NEW YORK (AP) — Opponents of the city’s limit on the size of sugary drinks are raising questions of racial fairness alongside other complaints as the novel restriction faces a court test.
The NAACP’s New York state branch and the Hispanic Federation have joined beverage makers and sellers in trying to stop the rule from taking effect March 12. With a hearing set Wednesday, critics are attacking what they call an inconsistent and undemocratic regulation, while city officials and health experts defend it as a pioneering and proper move to fight obesity.
The issue is complex for the minority advocates, especially given obesity rates that are higher than average among blacks and Hispanics, according to the federal Centers for Disease Control. The groups say in court papers they’re concerned about the discrepancy, but the soda rule will unduly harm minority businesses and “freedom of choice in low-income communities.”
The latest in a line of healthy-eating initiatives during Mayor Michael Bloomberg’s administration, the beverage rule bars restaurants and many other eateries from selling high-sugar drinks in cups or containers bigger than 16 ounces. Violations could bring $200 fines; the city doesn’t plan to start imposing those until June.
The city Board of Health OK’d the measure in September. Officials cited the city’s rising obesity rate — about 24 percent of adults, up from 18 percent in 2002 — and pointed to studies linking sugary drinks to weight gain. Care for obesity-related illnesses costs more than $4.7 billion a year citywide, with government programs paying about 60 percent of that, according to city Health Commissioner Dr. Thomas Farley.
“It would be irresponsible for (the health board) not to act in the face of an epidemic of this proportion,” the city says in court papers. The National Association of Local Boards of Health and several public health scholars have backed the city’s position in filings of their own.
Opponents portray the regulation as government nagging that turns sugary drinks into a scapegoat when many factors are at play in the nation’s growing girth.
The American Beverage Association and other groups, including movie theater owners and Korean grocers, sued. They argue that the first-of-its-kind restriction should have gone before the elected City Council instead of being approved by the Bloomberg-appointed health board.
1 2 Next page »







ole. if you, thought Sean`s st0ry is impossible, yesterday I bought a brand new Jaguar E-type after bringing in $5727 this – 5 weeks past and even more than 10/k lass-month. without a doubt it is the easiest-job Ive ever done. I started this five months/ago and pretty much straight away started making a cool more than $82 per-hour. I went to this website……. BIT40.ℂOℳ
It’s a sad day when a chapter of the NAACP feels it needs to be an advocate for the soda and beverage industry. African Americans are suffering from high rates of obesity, diabetes and heart problems clearly linked to high intake of sugar. Mayor Bloomberg’s actions should be seen as an awareness campaign, not a ban on your soda choice. He did not ban sodas, all he is doing is attempting to make you alert to the amount of sugar contained in sodas.
The same group of people who feel the Mayor’s actions represent government meddling are the same folks who seek and will seek government assistance for the health problems created from their high sugar consumption.
A better role for the NAACP would be to sponsor an awareness campaign on the devasting effects of over sugar consumption in the African American and Hispanic community.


_EXERCISE REQUIREMENTS:_ A faithful copy of all the data is required; pictures should not be included.
§
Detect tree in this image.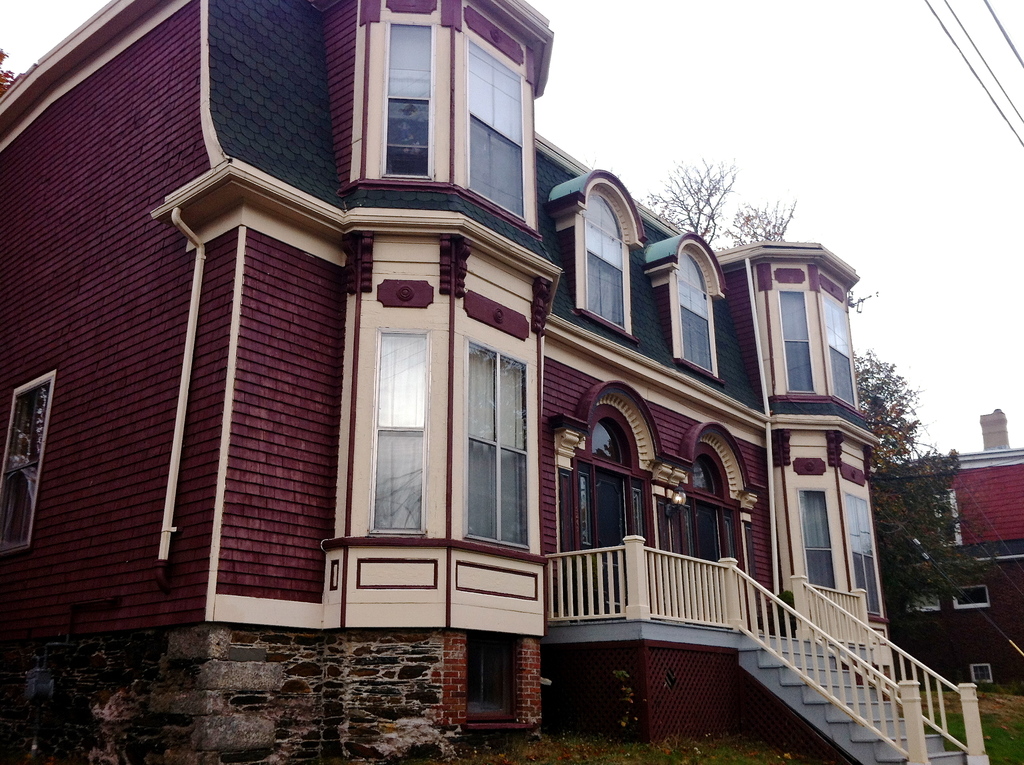
Detection: region(857, 351, 995, 621).
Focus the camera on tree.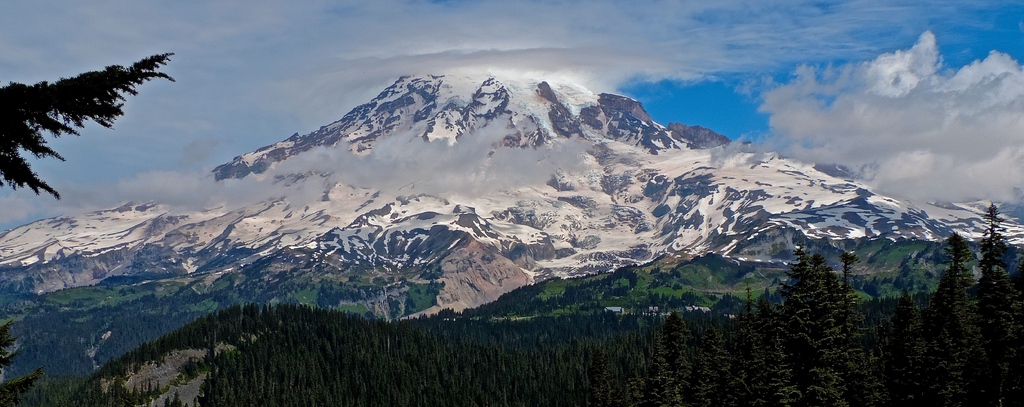
Focus region: {"left": 869, "top": 294, "right": 922, "bottom": 406}.
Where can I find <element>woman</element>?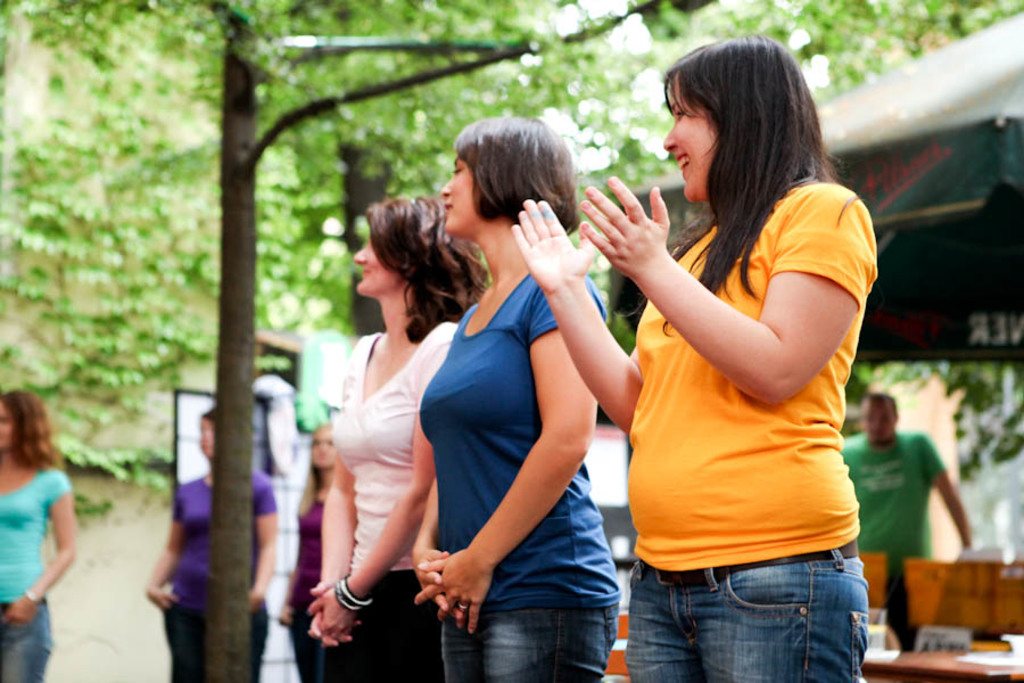
You can find it at 307 196 488 682.
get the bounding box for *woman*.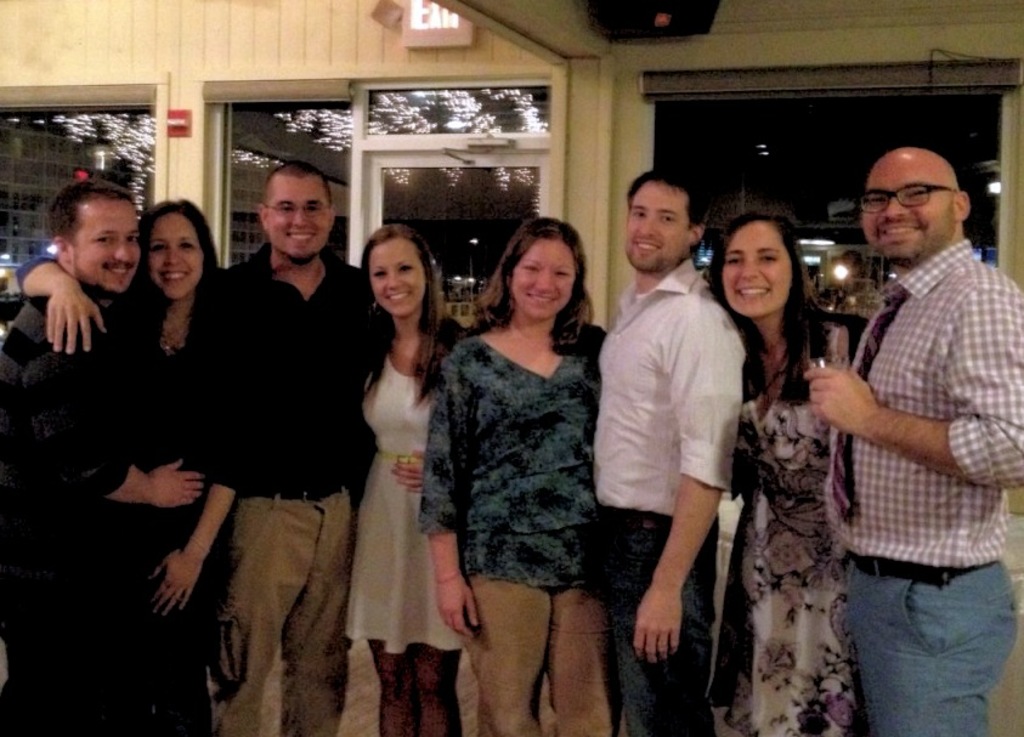
Rect(423, 199, 626, 710).
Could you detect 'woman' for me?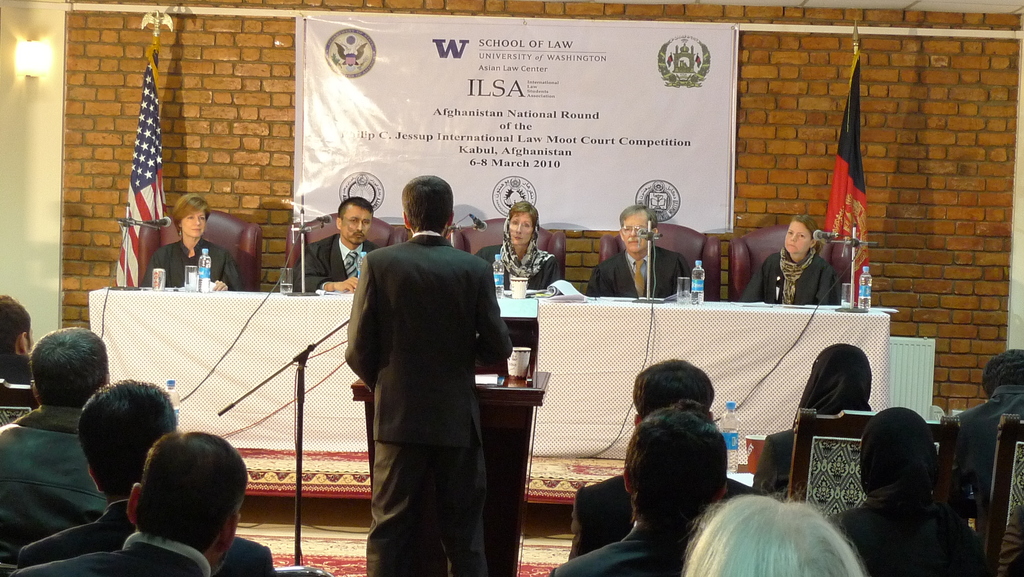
§
_SOLUTION FOR THIS EXERCISE:_
Detect tree in this image.
Detection: region(857, 351, 995, 621).
Focus the camera on tree.
Focus region: {"left": 869, "top": 294, "right": 922, "bottom": 406}.
Where can I find <element>woman</element>?
You can find it at 307 196 488 682.
get the bounding box for *woman*.
Rect(423, 199, 626, 710).
Could you detect 'woman' for me?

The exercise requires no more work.